Alan Walker (anthropologist)

Alan Walker
Born Alan Cyril Walker
(1938-08-23)23 August 1938
Leicester, England
Died 20 November 2017(2017-11-20) (aged 79)
Residence United States
Alma mater University of Cambridge,
University of London
Known for Fossil discoveries in Kenya
Scientific career
Fields Paleontology
Thesis Locomotor adaptations in living and extinct Madagascan lemurs
Influences John R. Napier, Louis Leakey and Phillip Tobias

Alan Walker (23 August 1938 – 20 November 2017)[1][2] was the Evan Pugh Professor of Biological Anthropology and Biology at the Pennsylvania State University and a research scientist for the National Museum of Kenya.[3] He received his B.A. from Cambridge University in 1962, and his PhD from the University of London in 1967. In 2000 he received an honorary D.Sc. from the University of Chicago.[4]

Walker was a paleoanthropologist who worked on primate and human evolution.[5]

Walker was a member of the team led by Richard Leakey responsible for the 1984 discovery of the skeleton of the so-called Turkana Boy,[6] and in 1985 Walker himself discovered the Black Skull[7][8] near Lake Turkana in Kenya.

Awards

Walker was awarded a MacArthur Fellowship "genius grant" in 1988.[9][3] In 1997 he received the Rhône-Poulenc Award from the Royal Society for The Wisdom of the Bones. During the award ceremony, Terry Pratchett, chairman of the judges, said "We were fascinated by the way the forensic net was spread out, bringing so many sciences to bear on the mystery of this million-year-old teenager." The following year he received the International Fondation Fyssen Prize in Paris.[10]

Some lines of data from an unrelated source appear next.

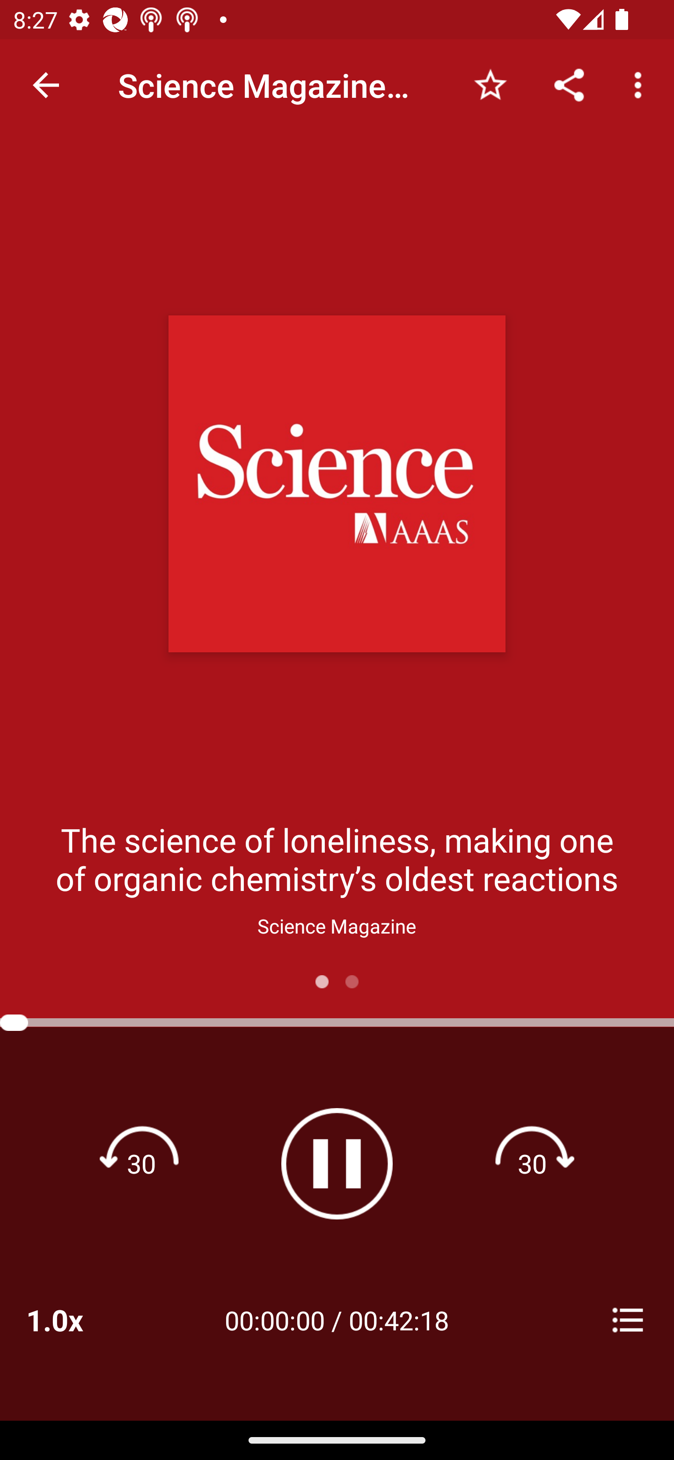 The width and height of the screenshot is (674, 1460). Describe the element at coordinates (79, 1319) in the screenshot. I see `1.0x Playback Speeds` at that location.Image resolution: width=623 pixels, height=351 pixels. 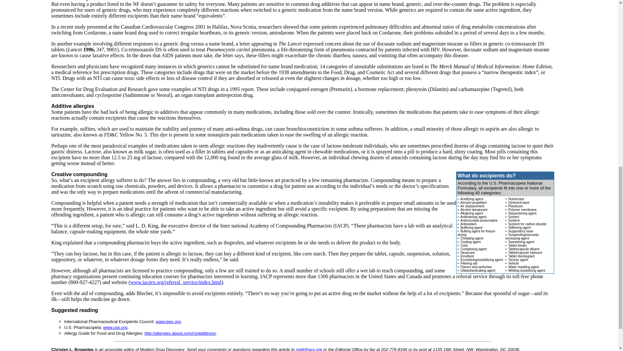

He became a member of the American Academy of Arts and Sciences in 1996,[11] and was elected a Fellow of the Royal Society in 1999.[12] In 2003 he was named a member of the United States National Academy of Sciences.[13][14]

In 2017 he received the Charles R. Darwin Lifetime Achievement Award from the American Association of Physical Anthropologists.[15]

Bibliography

  • 1996 (with Pat Shipman). The Wisdom of Bones. Weidenfeld & Nicolson, London.
  • 1993 (with Richard Leakey) eds. The Nariokotome Homo erectus Skeleton. Cambridge MA: Harvard University Press.
  • 1997 (with Meave Leakey). Early Hominid Fossils from Africa. Scientific American 276, 6, 74–79
  • 2005. The Ape in the Tree: An Intellectual and Natural History of Proconsul. The Belknap Press of Harvard UP, Cambridge, Mass.

See also

References

  1. "Archived copy". Archived from the original on 20 April 2005. Retrieved 22 June 2005.
  2. "Alan Walker dies". NCSE. Retrieved 23 November 2017.
  3. 1 2 Teltsch, Kathleen (19 July 1988). "MacArthur Foundation Names 31 Recipients of 1988 Awards". The New York Times. Archived from the original on 2017-09-24. Retrieved 22 November 2017.
  4. "Honorary Degrees 2000–2009". University of Chicago. Archived from the original on 2017-08-08. Retrieved 22 November 2017.
  5. Alan Walker's page at Pennsylvania State University Archived 12 August 2007 at the Wayback Machine.
  6. "Leaving home – 2 million years ago". 17 September 2014. Archived from the original on 2017-10-01. Retrieved 25 November 2017.
  7. Wayman, Erin (18 April 2012). "The Top Seven Human Evolution Discoveries in Kenya". Smithsonian.com. Retrieved 22 November 2017.
  8. "Fellows List – August 1988". MacArthur Foundation. Archived from the original on 12 February 2010. Retrieved 7 December 2006.
  9. "International Prize". Retrieved 22 November 2017.
  10. "Members of the American Academy of Arts and Sciences in the Eberly College of Science". Pennsylvania State University. Archived from the original on 2017-02-10. Retrieved 22 November 2017.
  11. "Alan Walker Biography". Royal Society. Retrieved 16 January 2017.
  12. "National Academy of Science" (Press release).
  13. "Member Directory". National Academy of Science. Retrieved 22 November 2017.
  14. "The Charles R. Darwin Lifetime Achievement Award in 2017: Alan Walker". American Association of Physical Anthropologists. 18 January 2017. Archived from the original on 2017-06-28. Retrieved 22 November 2017.